_WORK ITEM_
Would you repeat each line below exactly, without the pictures?

- - -

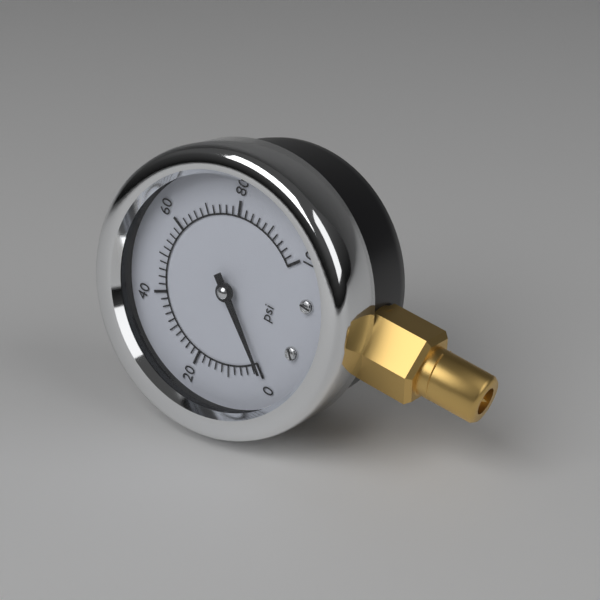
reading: 0 psi
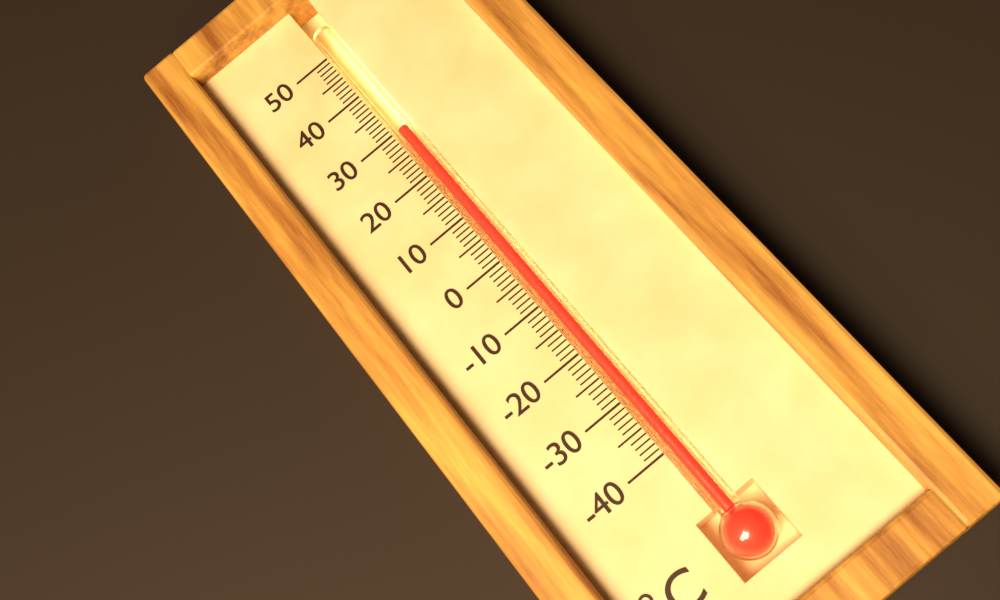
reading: 30 °C
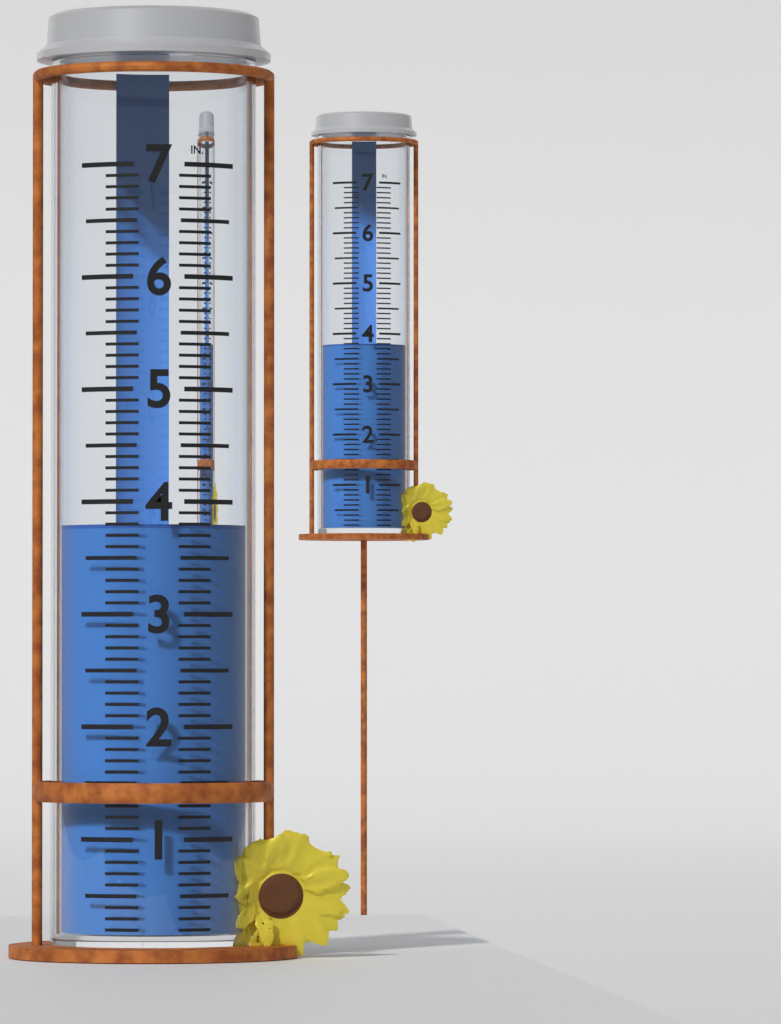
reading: 3.8 in
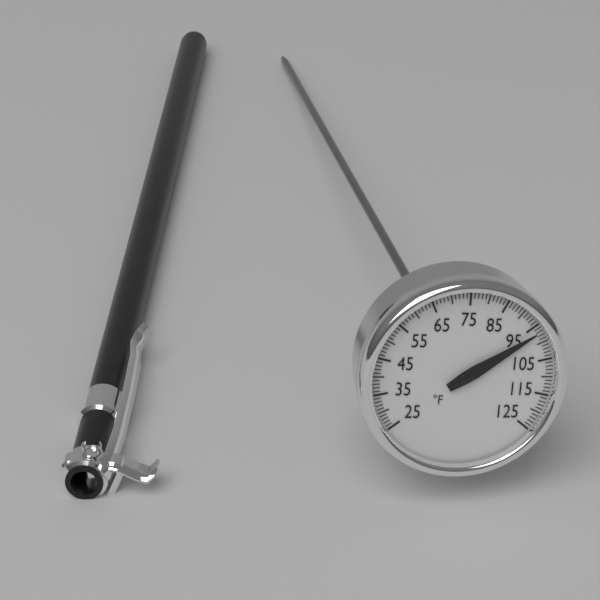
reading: 97 °F
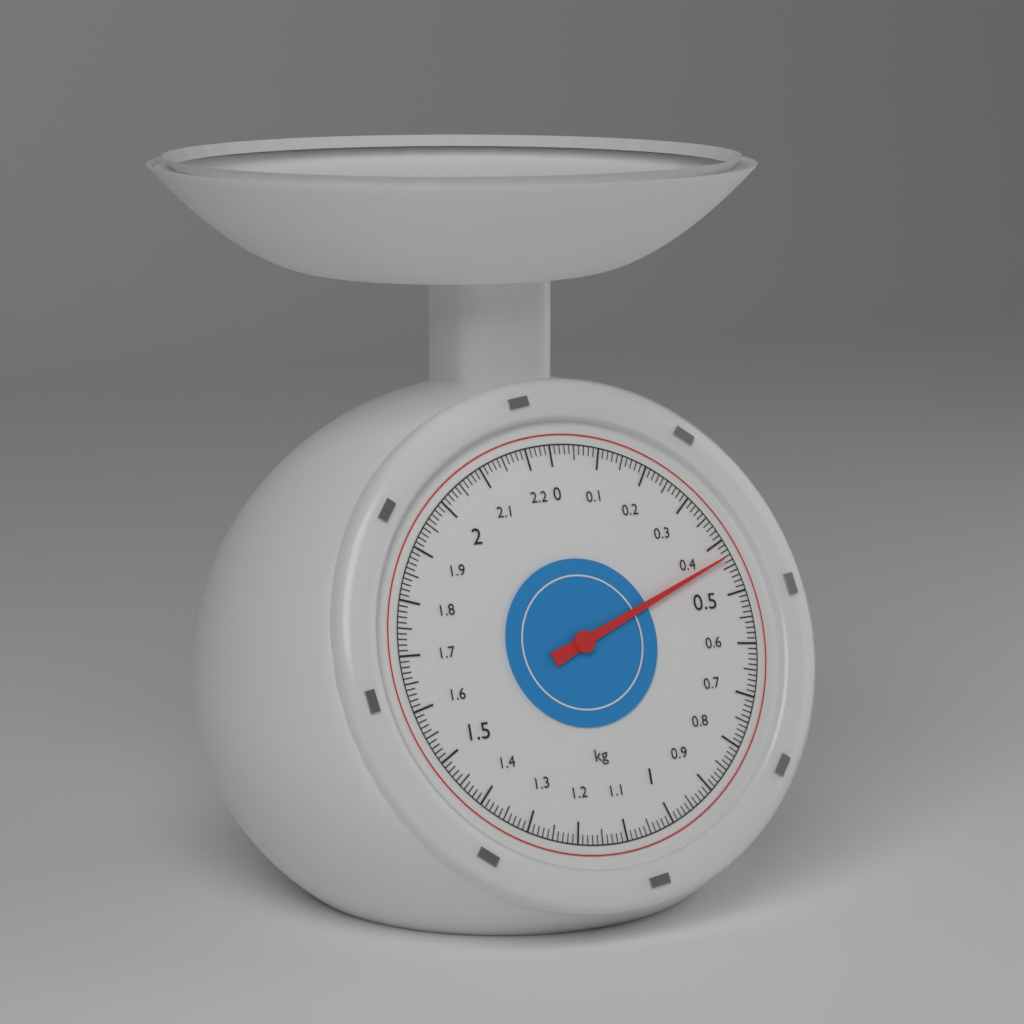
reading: 0.43 kg
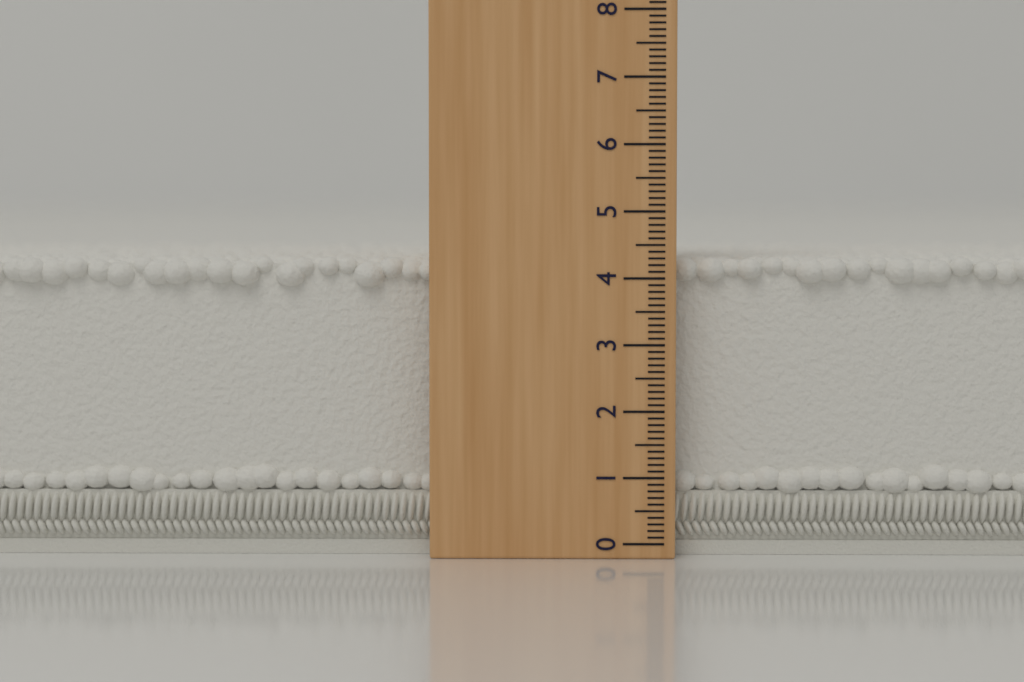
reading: 4.3 (no unit)
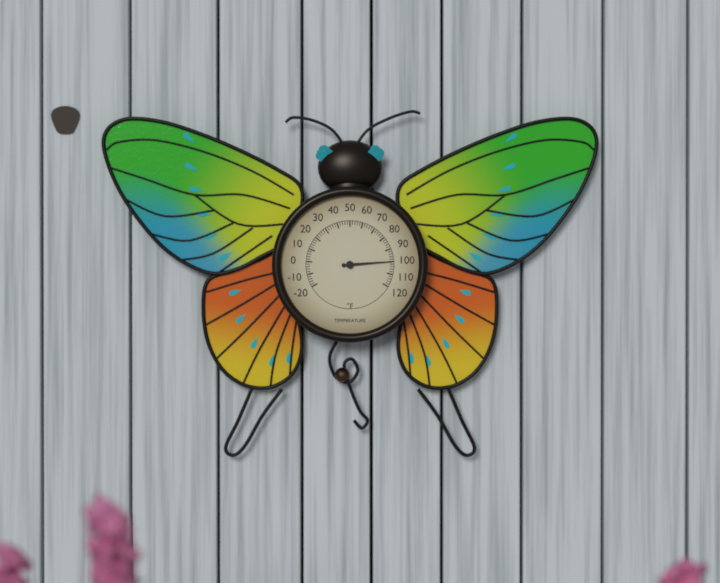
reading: 100 °F
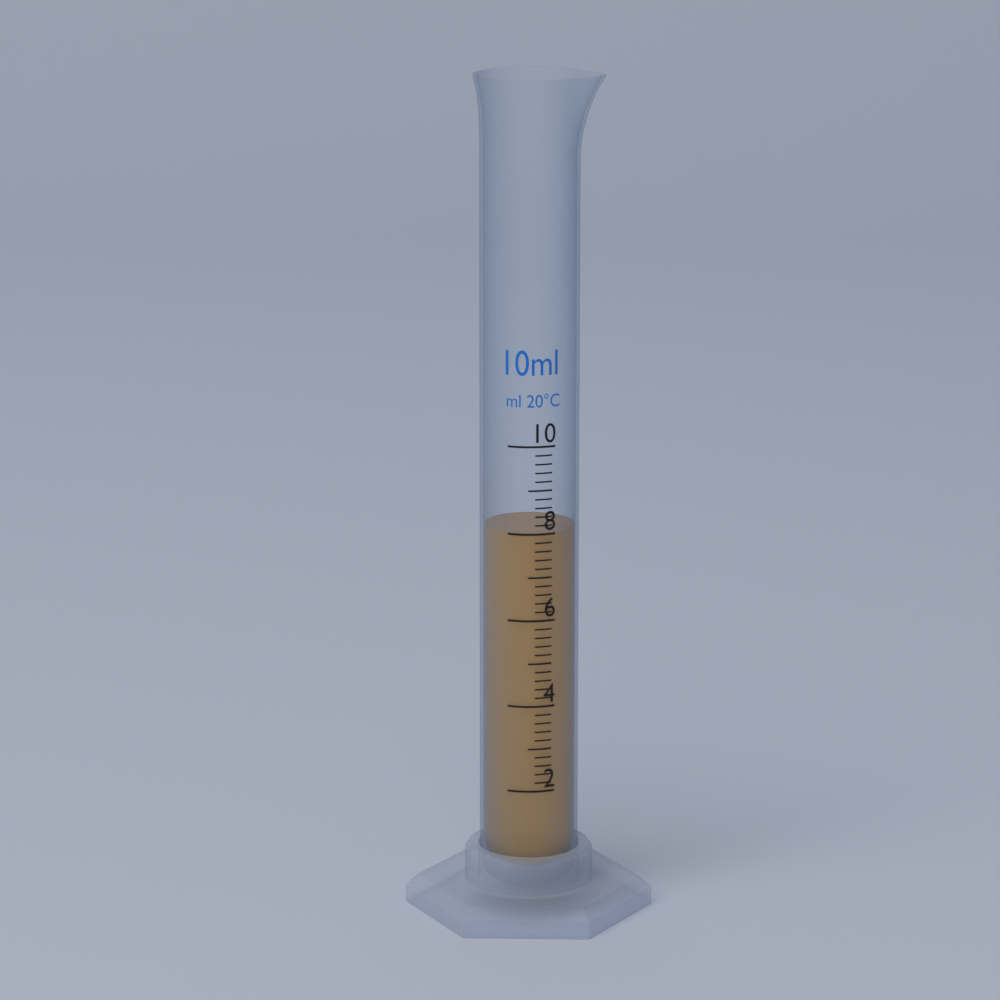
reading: 8.0 ml
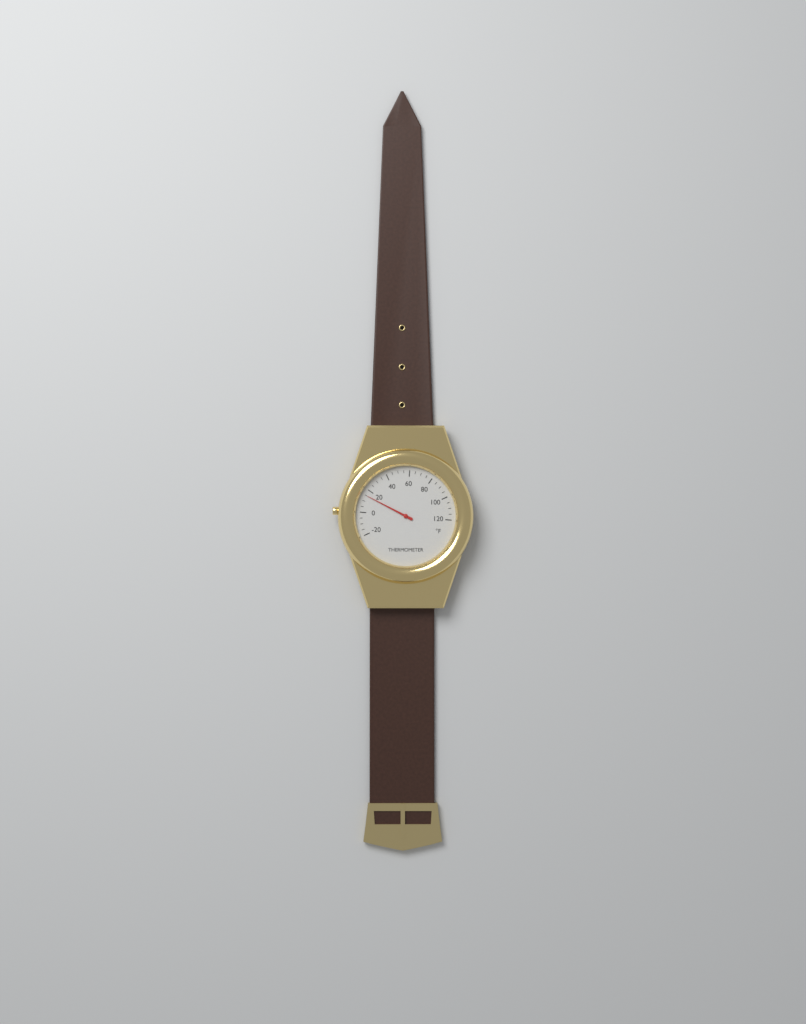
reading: 15 °F
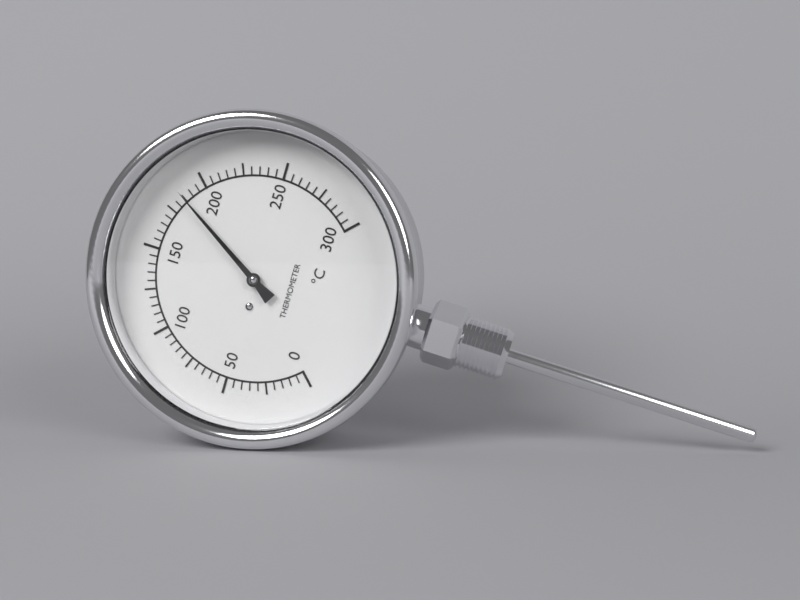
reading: 185 °C
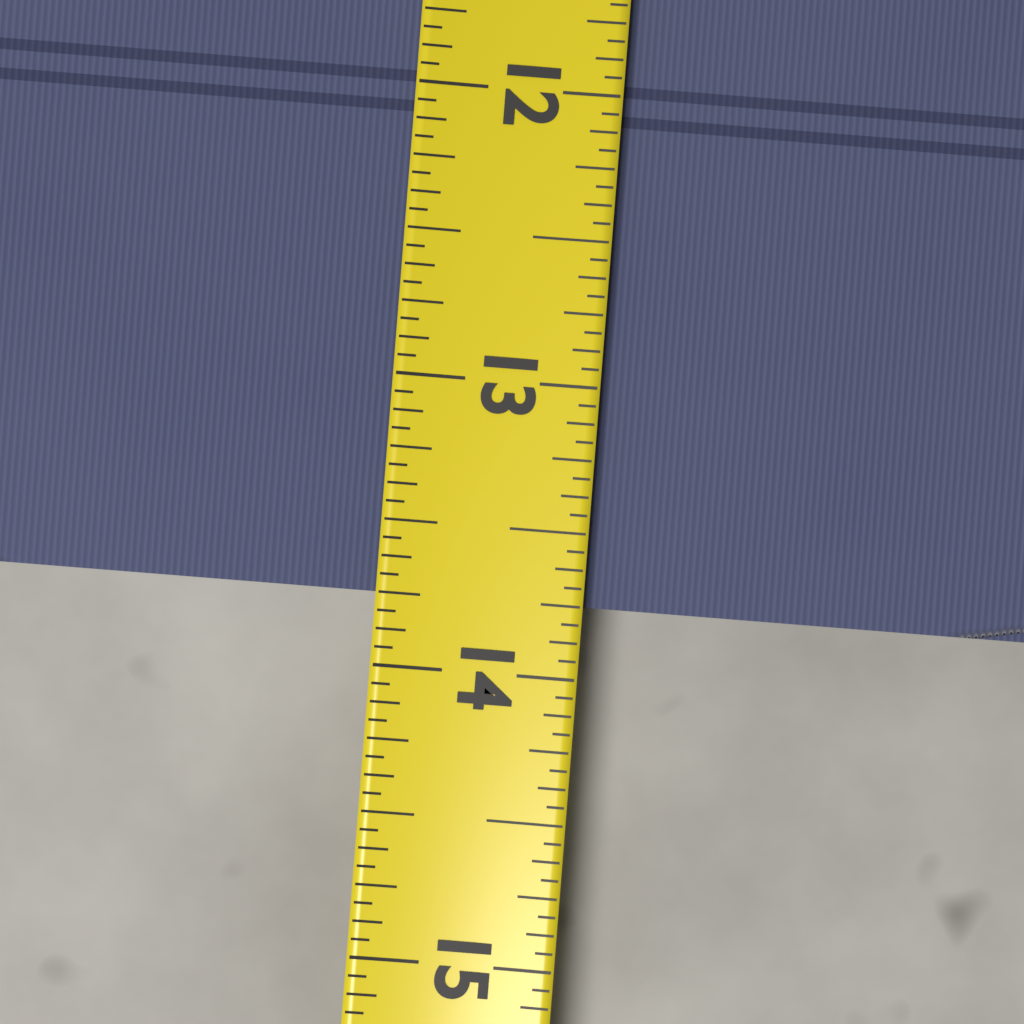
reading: 13.7500 (no unit)
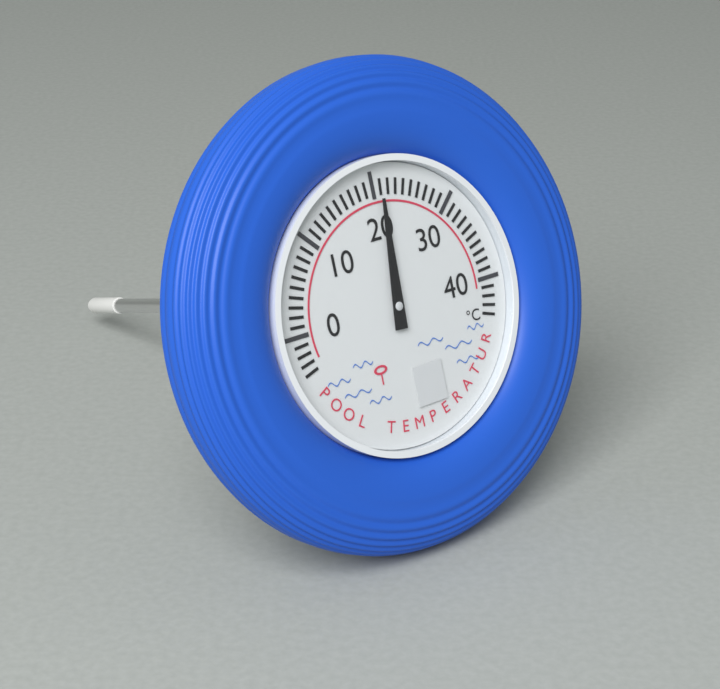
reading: 21 °C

- - -

_TASK SOLUTION_
reading: 0 psi
reading: 30 °C
reading: 3.8 in
reading: 97 °F
reading: 0.43 kg
reading: 4.3 (no unit)
reading: 100 °F
reading: 8.0 ml
reading: 15 °F
reading: 185 °C
reading: 13.7500 (no unit)
reading: 21 °C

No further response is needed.